Saturday, 28 May 2016
I Guess A Man's Got To Do What He's Best At
A couple of posts ago I noted that I had some hot wargaming action to report on, but I can't for the life of me imagine to what I was referring, so we're back to music again. I have been to see Ian Siegal and Jimbo Mathus play some acoustic blues. I've seen the former before when he was backed by the Mississippi Mudbloods featuring the rather excellent Cody and Luther Dickinson, but not on that occasion Alvin Youngblood Hart. It was only three years ago or so but I don't seem to have written it up in this blog at the time. For the record: the band were excellent; I was accompanied by a rather delightful French lady that I used to knock about with (inexplicably only now making her first appearance in the blog); and the council/police closed the venue down almost immediately afterwards. It was through the Dickinson brothers that Siegal met Mathus, himself from Mississippi and a man with strong connections to the history of the blues. Indeed his childhood nanny was Rosetta Patton, daughter of Charley Patton, the man who taught Robert Johnson to play and Chester Burnett to sing. Siegal, who does a nice Howlin' Wolf type vocal tribute, comes from the deep south of Hampshire rather than the delta and tells the story of how the locals in the Mississippi hill country, having trouble pronouncing his first name, gave him a nickname based on his place of origin: 'Overseas' Siegal. Knowledge of the rest of the world has never been a strength among Americans in my experience.
Musically, they covered a wider range than strictly the blues, indeed they equalled Tom Russell's record of playing two songs referencing Pancho Villa in the lyrics; these being Russell's own 'Gallo del Cielo' and Steve Earle's 'Mercenary Song'. From the folk canon they gave us 'Casey Jones' and, of all things, 'Dirty Old Town'.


● Description of the task
Give back, word for word, the line that contains "xyxy pixel coordinates" and every line that follows it in the data below.
───── Data for analysis ─────
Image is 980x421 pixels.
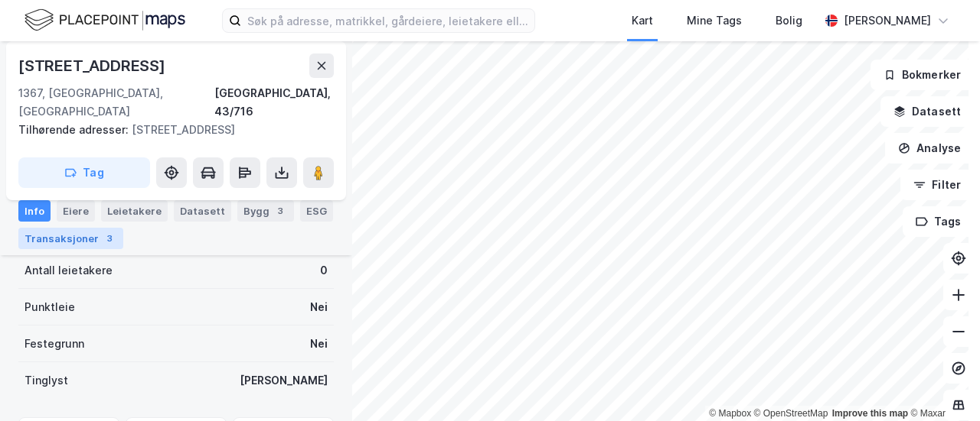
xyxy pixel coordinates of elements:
[885,133,974,164] button: Analyse
[101,231,117,246] div: 3
[631,11,653,29] div: Kart
[18,200,50,222] div: Info
[239,372,328,390] div: [PERSON_NAME]
[709,408,751,419] a: Mapbox
[24,7,186,34] img: logo.f888ab2527a4732fd821a326f86c7f29.svg
[56,200,95,222] div: Eiere
[844,11,931,29] div: [PERSON_NAME]
[903,206,974,237] button: Tags
[241,10,534,32] input: Søk på adresse, matrikkel, gårdeiere, leietakere eller personer
[900,170,974,200] button: Filter
[871,60,974,90] button: Bokmerker
[18,120,322,139] div: [STREET_ADDRESS]
[24,372,69,390] div: Tinglyst
[904,348,980,421] iframe: Chat Widget
[880,96,974,127] button: Datasett
[18,54,168,78] div: [STREET_ADDRESS]
[687,11,742,29] div: Mine Tags
[904,348,980,421] div: Kontrollprogram for chat
[238,200,294,222] div: Bygg
[272,204,288,218] div: 3
[310,335,328,353] div: Nei
[833,408,908,419] a: Improve this map
[173,200,232,222] div: Datasett
[24,262,113,280] div: Antall leietakere
[18,158,150,188] button: Tag
[320,262,328,280] div: 0
[24,335,84,353] div: Festegrunn
[214,84,334,120] div: [GEOGRAPHIC_DATA], 43/716
[18,228,123,249] div: Transaksjoner
[775,11,802,29] div: Bolig
[18,123,132,136] span: Tilhørende adresser:
[754,408,828,419] a: OpenStreetMap
[101,200,167,222] div: Leietakere
[300,200,333,222] div: ESG
[18,84,214,120] div: 1367, [GEOGRAPHIC_DATA], [GEOGRAPHIC_DATA]
[310,298,328,316] div: Nei
[24,298,75,316] div: Punktleie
─────
● Exercise solution
xyxy pixel coordinates of elements:
[885,133,974,164] button: Analyse
[101,231,117,246] div: 3
[631,11,653,29] div: Kart
[18,200,50,222] div: Info
[239,372,328,390] div: [PERSON_NAME]
[709,408,751,419] a: Mapbox
[24,7,186,34] img: logo.f888ab2527a4732fd821a326f86c7f29.svg
[56,200,95,222] div: Eiere
[844,11,931,29] div: [PERSON_NAME]
[903,206,974,237] button: Tags
[241,10,534,32] input: Søk på adresse, matrikkel, gårdeiere, leietakere eller personer
[900,170,974,200] button: Filter
[871,60,974,90] button: Bokmerker
[18,120,322,139] div: [STREET_ADDRESS]
[24,372,69,390] div: Tinglyst
[904,348,980,421] iframe: Chat Widget
[880,96,974,127] button: Datasett
[18,54,168,78] div: [STREET_ADDRESS]
[687,11,742,29] div: Mine Tags
[904,348,980,421] div: Kontrollprogram for chat
[238,200,294,222] div: Bygg
[272,204,288,218] div: 3
[310,335,328,353] div: Nei
[833,408,908,419] a: Improve this map
[173,200,232,222] div: Datasett
[24,262,113,280] div: Antall leietakere
[18,158,150,188] button: Tag
[320,262,328,280] div: 0
[24,335,84,353] div: Festegrunn
[214,84,334,120] div: [GEOGRAPHIC_DATA], 43/716
[18,228,123,249] div: Transaksjoner
[775,11,802,29] div: Bolig
[18,123,132,136] span: Tilhørende adresser:
[754,408,828,419] a: OpenStreetMap
[101,200,167,222] div: Leietakere
[300,200,333,222] div: ESG
[18,84,214,120] div: 1367, [GEOGRAPHIC_DATA], [GEOGRAPHIC_DATA]
[310,298,328,316] div: Nei
[24,298,75,316] div: Punktleie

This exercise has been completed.